Features

FBI says biggest question still to be answered — Why?

By Chelsae J. Carter, The Associated Press
Tuesday July 09, 2002

IRVINE — Days after a shooting at the El Al Israel Airlines ticket counter at Los Angeles International Airport left three dead, the biggest question facing investigators was — Why? 

“Why would a man walk into an airport with two fully loaded weapons, extra (ammunition) and a hunting knife with a six-inch blade? It’s obvious he was going to kill people, the question is why?” FBI spokesman Matt McLaughlin said Monday. 

FBI agents have interviewed friends and family of Hesham Mohamed Hadayet and scoured the Egyptian immigrant’s Orange County home for clues to a motive in the July 4 shooting spree. 

But so far the investigation has come up with “nothing irrefutable that points to a motive,” McLaughlin said. 

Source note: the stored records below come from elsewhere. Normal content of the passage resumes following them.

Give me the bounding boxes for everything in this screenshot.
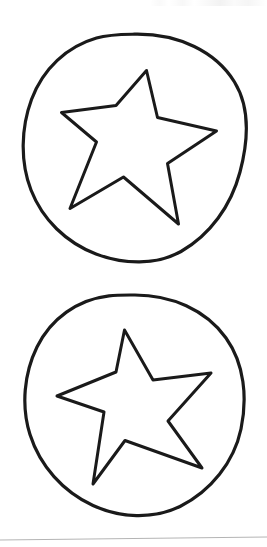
figure-two — [25, 295, 244, 516]
circle-outline-one — [23, 34, 246, 262]
star-outline-one — [62, 71, 217, 225]
figure-one — [23, 34, 246, 262]
worksheet-page — [0, 0, 267, 547]
star-outline-two — [57, 330, 211, 484]
footer-rule — [0, 537, 267, 540]
line-art-canvas — [0, 0, 267, 547]
circle-outline-two — [25, 295, 244, 516]
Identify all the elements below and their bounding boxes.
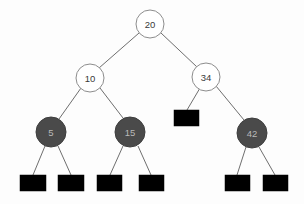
tree-nodes: 20103451542 xyxy=(36,10,267,148)
tree-edge xyxy=(99,33,139,68)
nil-leaf xyxy=(139,175,164,191)
node-label: 42 xyxy=(247,128,258,139)
tree-edge xyxy=(59,88,81,119)
tree-edges xyxy=(33,33,275,175)
tree-node: 42 xyxy=(237,118,267,148)
tree-edge xyxy=(110,146,123,175)
tree-node: 20 xyxy=(136,10,164,38)
tree-edge xyxy=(33,146,45,175)
tree-node: 15 xyxy=(115,117,145,147)
nil-leaf xyxy=(174,110,199,126)
node-label: 15 xyxy=(125,127,136,138)
tree-edge xyxy=(216,86,244,120)
binary-tree-diagram: 20103451542 xyxy=(0,0,304,204)
nil-leaf xyxy=(97,175,122,191)
tree-edge xyxy=(58,146,71,175)
node-label: 20 xyxy=(145,19,156,30)
tree-edge xyxy=(161,33,197,67)
nil-leaf xyxy=(20,175,46,191)
tree-node: 5 xyxy=(36,117,66,147)
nil-leaf xyxy=(263,175,288,191)
tree-canvas: 20103451542 xyxy=(0,0,304,204)
node-label: 5 xyxy=(48,127,53,138)
nil-leaf xyxy=(225,175,250,191)
tree-edge xyxy=(237,147,246,175)
node-label: 34 xyxy=(201,72,212,83)
tree-edge xyxy=(259,147,275,175)
tree-edge xyxy=(138,146,151,175)
tree-edge xyxy=(187,88,200,110)
node-label: 10 xyxy=(85,73,96,84)
tree-node: 34 xyxy=(192,63,220,91)
tree-edge xyxy=(100,88,123,118)
tree-node: 10 xyxy=(76,64,104,92)
nil-leaf xyxy=(58,175,84,191)
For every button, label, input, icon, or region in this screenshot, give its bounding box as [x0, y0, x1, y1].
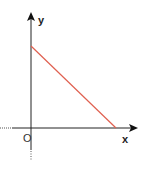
data-line [31, 46, 116, 128]
x-axis-label: x [122, 133, 129, 145]
y-axis-label: y [38, 14, 45, 26]
origin-label: O [23, 132, 32, 144]
chart-canvas: y O x [0, 0, 144, 171]
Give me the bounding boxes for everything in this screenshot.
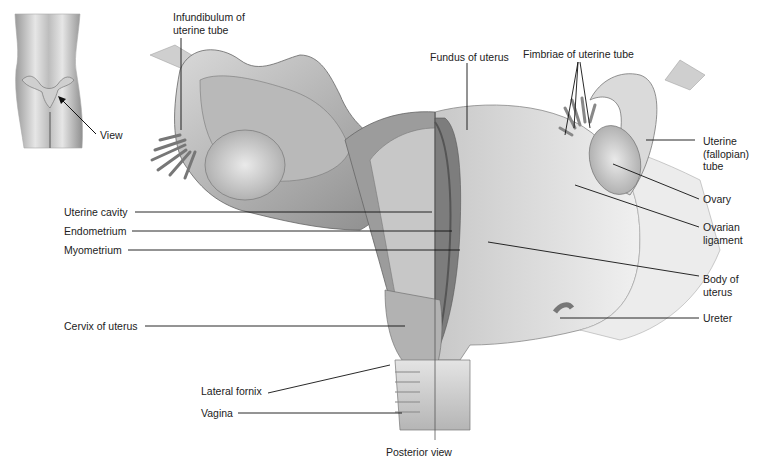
label-cervix: Cervix of uterus [64, 320, 138, 333]
inset-torso [15, 14, 83, 148]
label-myometrium: Myometrium [64, 244, 122, 257]
label-vagina: Vagina [201, 407, 233, 420]
label-ovarian-ligament: Ovarian ligament [703, 221, 743, 246]
figure-caption: Posterior view [386, 446, 452, 459]
label-body-of-uterus: Body of uterus [703, 273, 739, 298]
uterus-section [345, 112, 470, 440]
uterus-body [435, 60, 720, 360]
label-ovary: Ovary [703, 193, 731, 206]
label-fundus: Fundus of uterus [430, 51, 509, 64]
label-uterine-cavity: Uterine cavity [64, 206, 128, 219]
label-endometrium: Endometrium [64, 225, 126, 238]
label-fimbriae: Fimbriae of uterine tube [523, 48, 634, 61]
label-uterine-tube: Uterine (fallopian) tube [703, 135, 749, 173]
uterus-anatomy-diagram: View Infundibulum of uterine tube Fimbri… [0, 0, 761, 465]
label-ureter: Ureter [703, 312, 732, 325]
label-lateral-fornix: Lateral fornix [201, 385, 262, 398]
label-infundibulum: Infundibulum of uterine tube [173, 11, 245, 36]
inset-view-label: View [100, 129, 123, 142]
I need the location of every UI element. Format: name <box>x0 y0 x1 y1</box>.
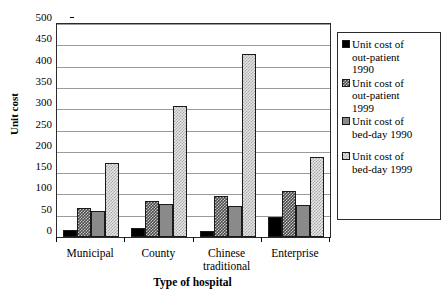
x-category-label: Enterprise <box>261 247 329 260</box>
y-tick-label: 150 <box>18 161 52 172</box>
y-tick-label: 200 <box>18 140 52 151</box>
chart-legend: Unit cost of out-patient 1990Unit cost o… <box>337 32 441 220</box>
bar <box>91 211 105 237</box>
bar <box>173 106 187 237</box>
legend-label: Unit cost of out-patient 1999 <box>352 77 404 115</box>
bar <box>282 191 296 237</box>
bar-group <box>262 24 330 237</box>
x-category-label: Municipal <box>56 247 124 260</box>
y-tick-label: 400 <box>18 55 52 66</box>
legend-item: Unit cost of bed-day 1999 <box>342 150 438 175</box>
y-tick-label: 500 <box>18 12 52 23</box>
legend-label: Unit cost of out-patient 1990 <box>352 38 404 76</box>
legend-item: Unit cost of out-patient 1990 <box>342 38 438 76</box>
x-tick-mark <box>56 237 57 242</box>
y-tick-label: 350 <box>18 76 52 87</box>
legend-label: Unit cost of bed-day 1990 <box>352 115 412 140</box>
bar-chart: Unit cost 500450400350300250200150100500… <box>0 0 447 307</box>
y-tick-label: 300 <box>18 97 52 108</box>
y-axis-tick-labels: 500450400350300250200150100500 <box>18 17 52 237</box>
x-tick-mark <box>124 237 125 242</box>
bar <box>242 54 256 237</box>
bar <box>268 217 282 237</box>
bar <box>77 208 91 237</box>
x-category-label: Chinese traditional <box>193 247 261 273</box>
y-tick-label: 450 <box>18 33 52 44</box>
x-tick-mark <box>261 237 262 242</box>
y-tick-label: 50 <box>18 204 52 215</box>
x-axis-title: Type of hospital <box>56 276 329 288</box>
bar <box>214 196 228 237</box>
bar-group <box>194 24 262 237</box>
legend-swatch <box>342 152 350 160</box>
bar <box>105 163 119 237</box>
plot-area <box>56 23 331 238</box>
y-tick-label: 250 <box>18 119 52 130</box>
bar <box>200 231 214 237</box>
x-tick-mark <box>329 237 330 242</box>
x-tick-mark <box>193 237 194 242</box>
bar <box>131 228 145 237</box>
legend-swatch <box>342 79 350 87</box>
legend-swatch <box>342 117 350 125</box>
bar <box>145 201 159 237</box>
bar <box>63 230 77 237</box>
legend-label: Unit cost of bed-day 1999 <box>352 150 412 175</box>
bar <box>296 205 310 237</box>
x-category-label: County <box>124 247 192 260</box>
bar <box>159 204 173 237</box>
bar <box>310 157 324 237</box>
bar-group <box>57 24 125 237</box>
legend-item: Unit cost of out-patient 1999 <box>342 77 438 115</box>
legend-item: Unit cost of bed-day 1990 <box>342 115 438 140</box>
bar <box>228 206 242 237</box>
y-tick-mark <box>70 17 74 18</box>
y-tick-label: 0 <box>18 225 52 236</box>
legend-swatch <box>342 40 350 48</box>
y-tick-label: 100 <box>18 182 52 193</box>
bar-group <box>125 24 193 237</box>
legend-spacer <box>342 141 438 150</box>
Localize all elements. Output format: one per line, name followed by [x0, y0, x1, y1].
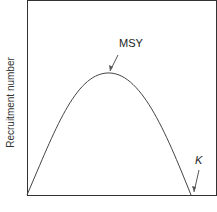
chart-canvas	[0, 0, 217, 212]
k-arrowhead-icon	[192, 186, 196, 192]
k-annotation: K	[195, 154, 202, 166]
y-axis-label: Recruitment number	[5, 43, 16, 163]
msy-annotation: MSY	[119, 37, 143, 49]
recruitment-curve	[27, 73, 191, 195]
plot-frame	[28, 1, 217, 196]
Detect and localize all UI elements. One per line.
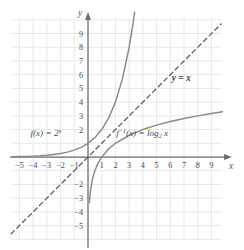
x-tick-label: 8 [196, 161, 200, 170]
y-tick-label: 3 [79, 112, 83, 121]
x-tick-label: 6 [168, 161, 172, 170]
x-tick-label: 9 [209, 161, 213, 170]
plotted-curves [11, 12, 222, 234]
y-tick-label: −2 [74, 180, 83, 189]
yx-label: y = x [171, 73, 191, 83]
y-tick-label: 8 [79, 43, 83, 52]
y-axis-label: y [77, 8, 83, 18]
graph-figure: −5−4−3−2−112345678998765432−2−3−4−5xy f(… [0, 0, 244, 250]
x-tick-label: 4 [141, 161, 145, 170]
x-tick-label: −2 [56, 161, 65, 170]
y-tick-label: −4 [74, 208, 83, 217]
x-tick-label: 1 [100, 161, 104, 170]
f-label: f(x) = 2x [30, 127, 61, 138]
x-tick-label: 5 [155, 161, 159, 170]
y-tick-label: 9 [79, 30, 83, 39]
coordinate-plane-svg: −5−4−3−2−112345678998765432−2−3−4−5xy f(… [0, 0, 244, 250]
x-tick-label: −3 [42, 161, 51, 170]
y-tick-label: 2 [79, 126, 83, 135]
x-tick-label: 7 [182, 161, 186, 170]
x-tick-label: −5 [15, 161, 24, 170]
x-tick-label: 3 [127, 161, 131, 170]
finv-label: f−1(x) = log2 x [116, 127, 169, 140]
y-tick-label: 7 [79, 57, 83, 66]
y-axis-arrow [85, 12, 91, 20]
x-axis-arrow [224, 154, 232, 160]
y-tick-label: 5 [79, 84, 83, 93]
x-tick-label: 2 [113, 161, 117, 170]
y-tick-label: 6 [79, 71, 83, 80]
y-tick-label: −3 [74, 194, 83, 203]
x-axis-label: x [228, 161, 234, 171]
x-tick-label: −1 [70, 161, 79, 170]
y-tick-label: −5 [74, 222, 83, 231]
y-tick-label: 4 [79, 98, 83, 107]
x-tick-label: −4 [29, 161, 38, 170]
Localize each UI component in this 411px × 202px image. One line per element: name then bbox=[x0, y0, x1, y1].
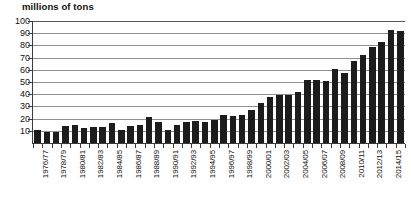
bar bbox=[192, 121, 199, 143]
x-axis-tick-label: 2000/01 bbox=[264, 150, 273, 178]
gridline bbox=[33, 82, 405, 83]
x-axis-tick-label: 1996/97 bbox=[227, 150, 236, 178]
x-axis-tick-label: 2012/13 bbox=[375, 150, 384, 178]
x-axis-tick-label: 2006/07 bbox=[320, 150, 329, 178]
x-axis-tick-label: 1980/81 bbox=[78, 150, 87, 178]
x-axis-tick-label: 2004/05 bbox=[301, 150, 310, 178]
bar bbox=[109, 123, 116, 143]
x-axis-tick-label: 1976/77 bbox=[41, 150, 50, 178]
bar bbox=[183, 122, 190, 143]
x-axis-tick-labels: 1976/771978/791980/811982/831984/851986/… bbox=[33, 150, 405, 202]
x-axis-tick-mark bbox=[33, 144, 34, 148]
x-axis-tick-mark bbox=[349, 144, 350, 148]
gridline bbox=[33, 58, 405, 59]
x-axis-tick-mark bbox=[359, 144, 360, 148]
bar bbox=[332, 69, 339, 143]
x-axis-tick-marks bbox=[33, 144, 405, 149]
x-axis-tick-mark bbox=[266, 144, 267, 148]
x-axis-tick-mark bbox=[98, 144, 99, 148]
x-axis-tick-label: 1984/85 bbox=[115, 150, 124, 178]
x-axis-tick-mark bbox=[210, 144, 211, 148]
gridline bbox=[33, 119, 405, 120]
gridline bbox=[33, 21, 405, 22]
bar bbox=[62, 126, 69, 143]
x-axis-tick-mark bbox=[135, 144, 136, 148]
x-axis-tick-mark bbox=[182, 144, 183, 148]
y-axis-tick-label: 20 bbox=[4, 114, 30, 124]
x-axis-tick-label: 1988/89 bbox=[152, 150, 161, 178]
x-axis-tick-mark bbox=[173, 144, 174, 148]
x-axis-tick-mark bbox=[368, 144, 369, 148]
bar bbox=[174, 125, 181, 143]
x-axis-tick-mark bbox=[70, 144, 71, 148]
bar bbox=[155, 122, 162, 143]
x-axis-tick-mark bbox=[117, 144, 118, 148]
y-axis-tick-label: 90 bbox=[4, 28, 30, 38]
y-axis-tick-label: 80 bbox=[4, 40, 30, 50]
bar bbox=[118, 130, 125, 143]
y-axis-tick-label: 100 bbox=[4, 16, 30, 26]
x-axis-tick-mark bbox=[312, 144, 313, 148]
bar bbox=[239, 115, 246, 143]
x-axis-tick-mark bbox=[191, 144, 192, 148]
bar bbox=[220, 115, 227, 143]
bar bbox=[230, 116, 237, 143]
x-axis-tick-mark bbox=[154, 144, 155, 148]
bar bbox=[267, 97, 274, 143]
bar bbox=[276, 95, 283, 143]
bar bbox=[388, 30, 395, 143]
x-axis-tick-label: 1982/83 bbox=[96, 150, 105, 178]
gridline bbox=[33, 106, 405, 107]
y-axis-tick-label: 70 bbox=[4, 53, 30, 63]
x-axis-tick-label: 2008/09 bbox=[338, 150, 347, 178]
bar bbox=[341, 73, 348, 143]
y-axis-tick-label: 50 bbox=[4, 77, 30, 87]
x-axis-tick-mark bbox=[126, 144, 127, 148]
x-axis-tick-label: 2010/11 bbox=[357, 150, 366, 178]
x-axis-tick-mark bbox=[163, 144, 164, 148]
bar-chart: millions of tons 102030405060708090100 1… bbox=[0, 0, 411, 202]
y-axis-tick-labels: 102030405060708090100 bbox=[0, 0, 30, 202]
x-axis-tick-mark bbox=[275, 144, 276, 148]
x-axis-tick-mark bbox=[80, 144, 81, 148]
x-axis-tick-mark bbox=[228, 144, 229, 148]
x-axis-tick-mark bbox=[303, 144, 304, 148]
x-axis-tick-mark bbox=[238, 144, 239, 148]
x-axis-tick-mark bbox=[219, 144, 220, 148]
bar bbox=[34, 130, 41, 143]
bar bbox=[304, 80, 311, 143]
x-axis-tick-mark bbox=[284, 144, 285, 148]
x-axis-tick-mark bbox=[377, 144, 378, 148]
bar bbox=[248, 110, 255, 143]
bar bbox=[99, 127, 106, 143]
bar bbox=[323, 81, 330, 143]
bar bbox=[165, 130, 172, 143]
gridline bbox=[33, 94, 405, 95]
y-axis-tick-label: 40 bbox=[4, 89, 30, 99]
x-axis-tick-mark bbox=[405, 144, 406, 148]
x-axis-tick-mark bbox=[331, 144, 332, 148]
y-axis-tick-label: 60 bbox=[4, 65, 30, 75]
x-axis-tick-mark bbox=[386, 144, 387, 148]
bar bbox=[72, 125, 79, 143]
x-axis-tick-mark bbox=[89, 144, 90, 148]
x-axis-tick-mark bbox=[396, 144, 397, 148]
gridline bbox=[33, 45, 405, 46]
x-axis-tick-label: 1978/79 bbox=[59, 150, 68, 178]
x-axis-tick-mark bbox=[200, 144, 201, 148]
gridline bbox=[33, 131, 405, 132]
x-axis-tick-label: 1992/93 bbox=[189, 150, 198, 178]
x-axis-tick-label: 1994/95 bbox=[208, 150, 217, 178]
bar bbox=[44, 132, 51, 143]
bar bbox=[360, 55, 367, 143]
x-axis-tick-mark bbox=[42, 144, 43, 148]
gridline bbox=[33, 33, 405, 34]
x-axis-tick-label: 1998/99 bbox=[245, 150, 254, 178]
y-axis-tick-label: 10 bbox=[4, 126, 30, 136]
bar bbox=[285, 95, 292, 143]
x-axis-tick-label: 1986/87 bbox=[134, 150, 143, 178]
x-axis-tick-mark bbox=[61, 144, 62, 148]
x-axis-tick-mark bbox=[145, 144, 146, 148]
x-axis-tick-mark bbox=[321, 144, 322, 148]
x-axis-tick-label: 2014/15 bbox=[394, 150, 403, 178]
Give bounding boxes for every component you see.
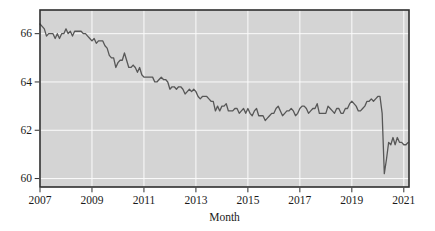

Earlier Monday, Hadayet’s wife told The Associated Press in Cairo, Egypt, that she spoke with her husband hours before the shooting and he gave no hint he was planning any violent act. 

Hadayet, 41, was fourth in line at the ticket counter when he opened fire, killing two people, authorities said. He fired 10 or 11 bullets before he was killed by an El Al security guard. Two security guards and a Canadian woman were injured. 

Although federal authorities had not officially labeled the shooting an act of terrorism or a hate crime, Israeli officials said they consider it a terrorist act. 

“Based on what we know, it looks like terrorism,” said David Douek, a spokesman for the Israeli consulate in Los Angeles. “The FBI is also considering terrorism as a possible motive. I don’t think we’re as far apart as it appears.” 

He said the FBI had been in contact with Israel’s consul general. He nor the FBI would elaborate on the conversations. 

But Hadayet’s wife said her husband had never expressed anger at Israel or at the recent Israeli-Palestinian violence that has sparked anti-Israeli protest across the Arab world. 

“No, this wasn’t an issue,” Hala Mohammed Sadeq El-Awadly, 41, told the AP. She did not elaborate. 

Hadayet emigrated 10 years ago to California from Egypt, seeking asylum for himself and his family. The Immigration and Naturalization Service rejected his application and in 1996 started deportation proceedings against him. 

But the following year, Hadayet gained U.S. residency when his wife received a valid visa through an INS lottery. 

Russ Bergeron, an INS spokesman in Washington D.C., would not say why Hayadet’s initial application was rejected. 

El-Awadly and her two sons have reservations to fly back to California Aug. 20 and they have an appointment later that month to be interviewed by immigration authorities considering their citizenship request. 

“I don’t know now whether I am going back or not. Our lives are upside down,” El-Awadly said. 

Bergeron would not comment on El-Awadly’s case. But he said typically the death of an individual who was not the primary INS applicant has no impact on immigration status.